On Julliard's death in 1962, Bourgois took over the management of a publisher which was soon to attract internationally known authors such as Gabriel García Márquez, whose earliest collection of short stories Pas de Lettre pour le Colonel (No One Writes to the Colonel) was published in French in 1963 but would not appear in English for another five years.

When Julliard was bought by Presses de la Cité in 1966, Bourgois decided to set up Christian Bourgois Editeur independently, together with the writer Dominique de Roux, whose own La mort de L.-F. Cline ("The Death of Cline") was one of their first productions. The Bourgois publishing house was spurred by the May 1968 Paris uprising, which saw a surge of interest in social sciences and related subjects, causing a significant growth of his list in those areas.

Around the same time, when the literature of the American beat generation was crossing the Atlantic, it was Bourgois who courageously brought the voices of Ginsberg (Kaddish, 1967) and Burroughs (La Machine Molle/Soft Machine, 1968) to French readers. His most controversial decision was to publish The Satanic Verses (1989) by Rushdie, despite fatwa threats to the life of the author and those who translated and published the book in other countries.

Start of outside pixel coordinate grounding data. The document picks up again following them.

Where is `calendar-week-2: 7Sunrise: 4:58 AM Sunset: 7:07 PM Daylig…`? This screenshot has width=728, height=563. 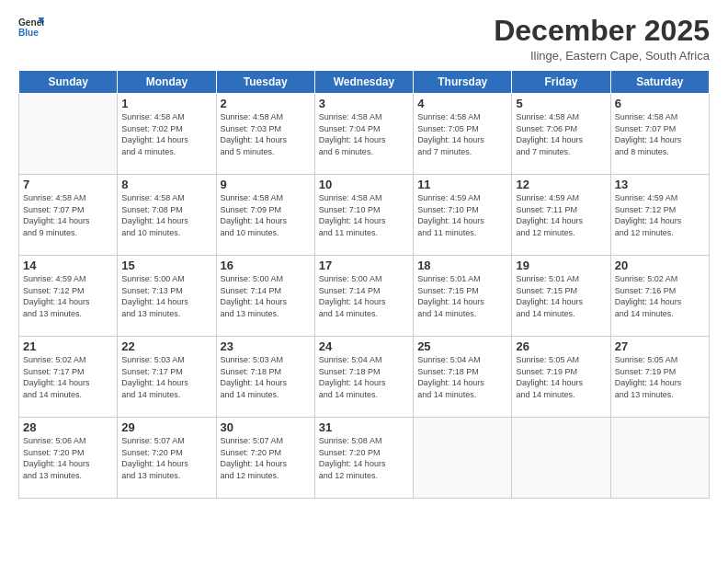
calendar-week-2: 7Sunrise: 4:58 AM Sunset: 7:07 PM Daylig… is located at coordinates (364, 215).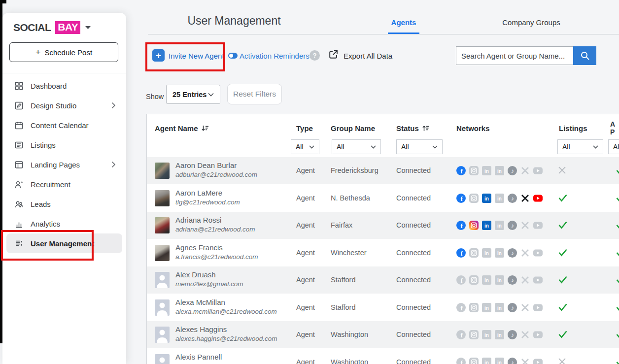  Describe the element at coordinates (64, 224) in the screenshot. I see `sidebar-item-analytics: Analytics` at that location. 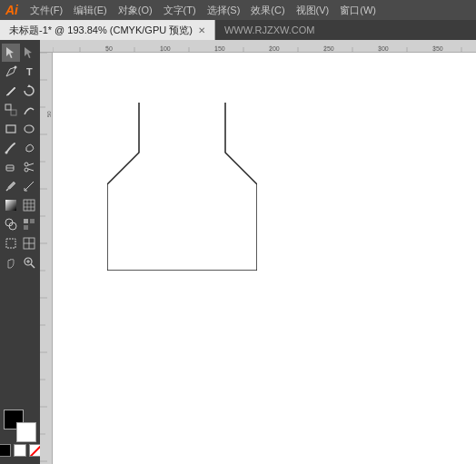 I want to click on rotate-tool, so click(x=30, y=91).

Between 1968 and 1992, Bourgois published around 1,500 titles under the 10/18 paperback imprint, including some 500 completely new works. Following a disagreement with company management in 1992, he set up independently once again, this time with his second wife, Dominique. He continued to attract new and established names, including British authors such as Amis and Kureishi. In recent years a group of 21 books by and about J.R.R. Tolkien, including The Lord of the Rings, have been stars of the Bourgois catalogue. Dominique Bourgois will continue to run the publishing house and look after the catalogue of books which represents Christian Bourgois's legacy to the literary world.

In December 2005, a two-month exhibition opened at the Pompidou Centre in Paris, titled "40 ans d'édition", which celebrated Bourgois's 40 years of publishing and highlighted the French and foreign authors he had discovered. Asked about his successes, he replied with characteristic modesty: "I simply knew how to use the opportunities and chances which were offered to me and to listen to advice."